The article makes two main contributions. The first is a 2001-2009 time series of Medicare payments to MA and PFFS plans relative to the average cost of a beneficiary enrolled in traditional FFS Medicare. To the authors’ knowledge such a time series had not yet been provided elsewhere (it is a non-trivial exercise to compute this time series in a consistent manner).
The time series is shown below (click to enlarge). It reveals that, relative to FFS costs, payments to MA (thin solid line) and PFFS plans (dashed line) have been above one in all years and particularly high since 2004. Subsequent to the increase in payments since beginning in 2004, enrollment in PFFS plans increased dramatically (thick solid line). (There is a technical detail pertaining to a change in payment methodology beginning in 2006. That’s why the term “benchmark” (or “B’mark”) is used in the figure. Roughly speaking you can interpret this as the payment to plans.
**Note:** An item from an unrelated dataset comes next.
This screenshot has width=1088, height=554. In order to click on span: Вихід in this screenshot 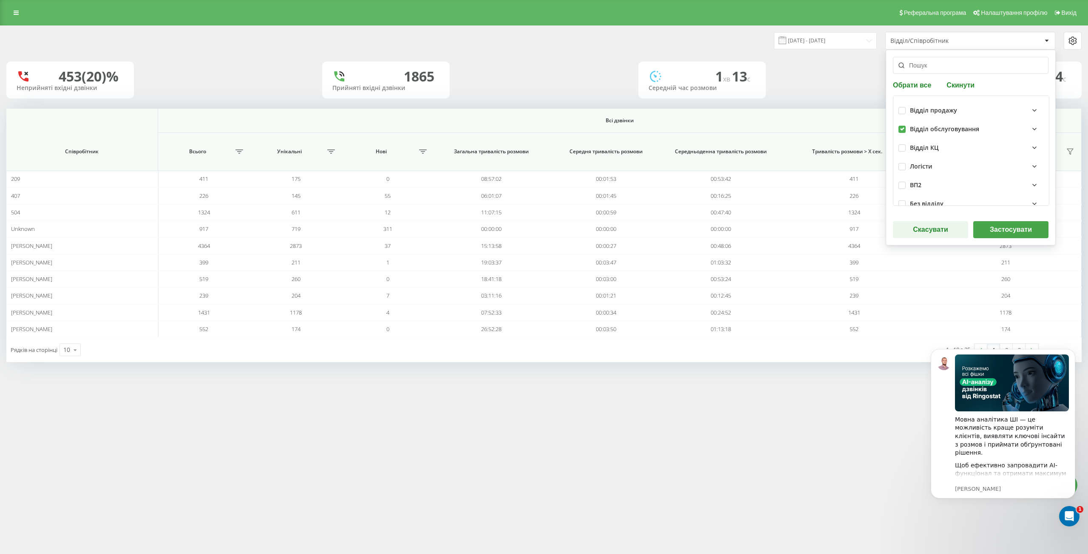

More accurately it is the maximum possible payment.)
To make it explicit, that MA or PFFS payment relative to FFS costs is above one means that it costs Medicare (and taxpayers) more to cover the care of a beneficiary enrolled in an MA plan than in traditional FFS. The extra payment to MA plans is supposed to be used to provide coverage more generous than that available under FFS Medicare and at least some of it does since MA benefits are richer and cost sharing lower than FFS Medicare.
But why are are taxpayers paying private plans more to do a job that has traditionally been done by the federal government for lower cost? Of course the answer is “politics.” There has been an effort to expand the role of private plans in Medicare, in particular attracting them to rural areas with payment rates higher in proportion to FFS costs relative to non-rural areas. In rural areas provider networks are costly or impossible to set up due to the lower density of providers. Since PFFS plans are not required to establish provider networks they have disproportionately thrived in rural areas (relative to other MA plans). Hence, PFFS plans are the costliest plan type, relative to FFS. This is widely known and the article makes the point again with a 2001-2009 time series.
The second main contribution of the paper is to illustrate with a simulation what might happen if payments to private plans are cut, as has been proposed by MedPAC, CBO, and others. After estimating a model of PFFS participation in Medicare using public data, my co-authors and I simulated the effect of implementing payment parity (payments at 100% of FFS cost). We find that such a policy would nearly wipe out PFFS plans, reducing their participation by 85%.
This degree of payment reduction appears to be the direction the Administration and Congress want to go. Of course they won’t just cut payments to PFFS plans but to all of MA. Many beneficiaries will lose the generous coverage they currently enjoy under the program, but taxpayer dollars will be saved (or, rather, redirected into health reform).